Sunday, February 1, 2009

Lectio Divina - Twenty-four


Stephen Mitchell, A Book of Psalms: Selected and Adapted from the Hebrew. New York: HarperCollins, 1993. Psalm 139, final section, continued from last week.


You fashioned my inward parts;

you knit me in my mother’s womb.

My soul was not hidden from you

when I was being formed in secret,

woven in the depths of the world.

How can I keep from praising you?

I am fearfully and wonderfully made,

and all your works are marvelous.

Your eyes saw all my actions;

they were written down in your book;

all my days were created

before even one of them was.

How measureless your mind is, Lord;

it contains inconceivable worlds

and is vaster than space, than time.

If ever I tried to fathom it,

I would be like a child counting

the grains of sand on a beach.


Search me, Lord; test me

to the depths of my inmost heart.

Root out all selfishness from me

and lead me in eternal life.



2 comments:

Lindsay Boyer said...

The final section of Psalm 139 echoes the creation story in Genesis in which God creates human beings and sees that we are good. In this passage, the psalmist describes how she was made by God in the womb and is "wonderfully made" and "marvelous." When we are able to believe in our own basic goodness, it is easier for us to stand before God, longing for closeness and transformation.

I pray that I may have faith in the goodness with which you made me, ever reaching towards that goodness.

Anonymous said...

If I ever tried to fathom your mind, O Godess, I would be like a child trying to count the grains of sand on the beach. Please, help me to spend time daily on the beach with you, your beach, counting the grains of your sand, that I might take the best time of my day contemplating Your magnitude and breath. Awomen.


__Exercise prompt__
Go through the records and report each line holding the string "ethnicity".

__Extracted records__

▶

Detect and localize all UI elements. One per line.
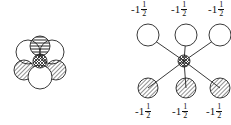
top-sphere-1 — [137, 24, 159, 46]
top-label-1: -1 12 — [131, 1, 147, 18]
bottom-sphere-1 — [138, 78, 158, 98]
sphere-center-crosshatch — [33, 54, 47, 68]
bottom-label-2: -1 12 — [172, 103, 188, 120]
sphere-top-striped — [30, 36, 50, 56]
right-star — [137, 24, 231, 98]
bottom-sphere-3 — [210, 78, 230, 98]
sphere-bottom — [28, 65, 52, 89]
top-label-3: -1 12 — [208, 1, 224, 18]
left-cluster — [14, 36, 66, 89]
bottom-label-1: -1 12 — [135, 103, 151, 120]
diagram-canvas — [0, 0, 231, 125]
top-sphere-3 — [209, 24, 231, 46]
top-sphere-2 — [175, 24, 197, 46]
bottom-label-3: -1 12 — [206, 103, 222, 120]
top-label-2: -1 12 — [171, 1, 187, 18]
center-sphere — [178, 55, 190, 67]
bottom-sphere-2 — [176, 78, 196, 98]
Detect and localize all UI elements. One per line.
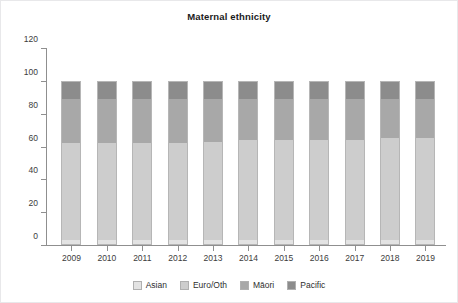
x-axis-label: 2011: [133, 253, 151, 263]
legend-label: Asian: [146, 280, 167, 290]
legend-label: Pacific: [300, 280, 325, 290]
legend-item[interactable]: Asian: [133, 280, 167, 290]
x-axis-tick: [71, 246, 72, 251]
bar-segment[interactable]: [168, 81, 188, 99]
x-axis-label: 2010: [97, 253, 116, 263]
bar-segment[interactable]: [97, 99, 117, 143]
legend-item[interactable]: Euro/Oth: [180, 280, 227, 290]
x-axis-tick: [319, 246, 320, 251]
chart-figure: Maternal ethnicity 020406080100120 20092…: [1, 1, 457, 302]
bar-segment[interactable]: [132, 99, 152, 143]
legend-label: Euro/Oth: [193, 280, 227, 290]
x-axis-tick: [355, 246, 356, 251]
stacked-bar[interactable]: [238, 81, 258, 245]
stacked-bar[interactable]: [380, 81, 400, 245]
y-axis-label: 120: [24, 34, 38, 44]
bar-segment[interactable]: [61, 99, 81, 143]
bar-segment[interactable]: [309, 99, 329, 140]
stacked-bar[interactable]: [168, 81, 188, 245]
bar-segment[interactable]: [132, 240, 152, 245]
bar-segment[interactable]: [380, 99, 400, 138]
y-axis-label: 80: [29, 100, 38, 110]
x-axis-tick: [284, 246, 285, 251]
bar-segment[interactable]: [61, 143, 81, 240]
bar-segment[interactable]: [238, 99, 258, 140]
x-axis-tick: [142, 246, 143, 251]
bar-segment[interactable]: [203, 99, 223, 142]
legend-swatch-icon: [133, 281, 142, 290]
stacked-bar[interactable]: [309, 81, 329, 245]
x-axis-label: 2017: [345, 253, 364, 263]
bar-segment[interactable]: [203, 142, 223, 241]
bar-group: [46, 48, 446, 246]
bar-segment[interactable]: [97, 143, 117, 240]
stacked-bar[interactable]: [132, 81, 152, 245]
legend-swatch-icon: [180, 281, 189, 290]
stacked-bar[interactable]: [345, 81, 365, 245]
x-axis-tick: [390, 246, 391, 251]
bar-segment[interactable]: [309, 81, 329, 99]
bar-segment[interactable]: [238, 81, 258, 99]
stacked-bar[interactable]: [415, 81, 435, 245]
bar-segment[interactable]: [168, 99, 188, 143]
bar-segment[interactable]: [274, 81, 294, 99]
bar-segment[interactable]: [415, 81, 435, 99]
bar-segment[interactable]: [309, 140, 329, 240]
bar-segment[interactable]: [274, 240, 294, 245]
bar-segment[interactable]: [345, 240, 365, 245]
stacked-bar[interactable]: [97, 81, 117, 245]
plot-area: 020406080100120 200920102011201220132014…: [46, 48, 446, 246]
x-axis-tick: [248, 246, 249, 251]
y-axis-label: 60: [29, 133, 38, 143]
y-axis-label: 40: [29, 165, 38, 175]
bar-segment[interactable]: [238, 140, 258, 240]
bar-segment[interactable]: [238, 240, 258, 245]
bar-segment[interactable]: [345, 140, 365, 240]
y-axis-label: 20: [29, 198, 38, 208]
bar-segment[interactable]: [274, 99, 294, 140]
bar-segment[interactable]: [309, 240, 329, 245]
x-axis-tick: [107, 246, 108, 251]
x-axis-label: 2019: [416, 253, 435, 263]
x-axis-label: 2015: [274, 253, 293, 263]
x-axis-label: 2009: [62, 253, 81, 263]
bar-segment[interactable]: [61, 81, 81, 99]
bar-segment[interactable]: [203, 81, 223, 99]
legend-swatch-icon: [287, 281, 296, 290]
x-axis-label: 2014: [239, 253, 258, 263]
x-axis-label: 2016: [310, 253, 329, 263]
bar-segment[interactable]: [274, 140, 294, 240]
bar-segment[interactable]: [415, 240, 435, 245]
bar-segment[interactable]: [132, 143, 152, 240]
legend-label: Māori: [253, 280, 274, 290]
bar-segment[interactable]: [380, 240, 400, 245]
bar-segment[interactable]: [203, 240, 223, 245]
legend-item[interactable]: Pacific: [287, 280, 325, 290]
chart-legend: AsianEuro/OthMāoriPacific: [1, 280, 457, 290]
x-axis-label: 2013: [204, 253, 223, 263]
bar-segment[interactable]: [97, 240, 117, 245]
bar-segment[interactable]: [345, 99, 365, 140]
stacked-bar[interactable]: [61, 81, 81, 245]
y-axis-label: 100: [24, 67, 38, 77]
bar-segment[interactable]: [415, 99, 435, 138]
bar-segment[interactable]: [168, 143, 188, 240]
x-axis-tick: [213, 246, 214, 251]
bar-segment[interactable]: [345, 81, 365, 99]
bar-segment[interactable]: [61, 240, 81, 245]
stacked-bar[interactable]: [203, 81, 223, 245]
bar-segment[interactable]: [380, 138, 400, 240]
bar-segment[interactable]: [97, 81, 117, 99]
x-axis-label: 2018: [381, 253, 400, 263]
y-axis-label: 0: [33, 231, 38, 241]
stacked-bar[interactable]: [274, 81, 294, 245]
bar-segment[interactable]: [168, 240, 188, 245]
bar-segment[interactable]: [380, 81, 400, 99]
bar-segment[interactable]: [132, 81, 152, 99]
x-axis-tick: [425, 246, 426, 251]
legend-swatch-icon: [240, 281, 249, 290]
bar-segment[interactable]: [415, 138, 435, 240]
x-axis-tick: [178, 246, 179, 251]
legend-item[interactable]: Māori: [240, 280, 274, 290]
chart-title: Maternal ethnicity: [1, 11, 457, 22]
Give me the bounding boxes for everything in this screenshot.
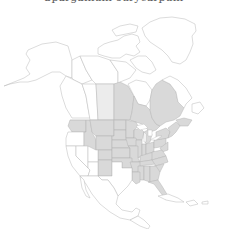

◀

__Solution for this task__
chart-figure: Maternal ethnicity 020406080100120 20092…: [1, 1, 457, 302]
chart-title: Maternal ethnicity: [1, 11, 457, 22]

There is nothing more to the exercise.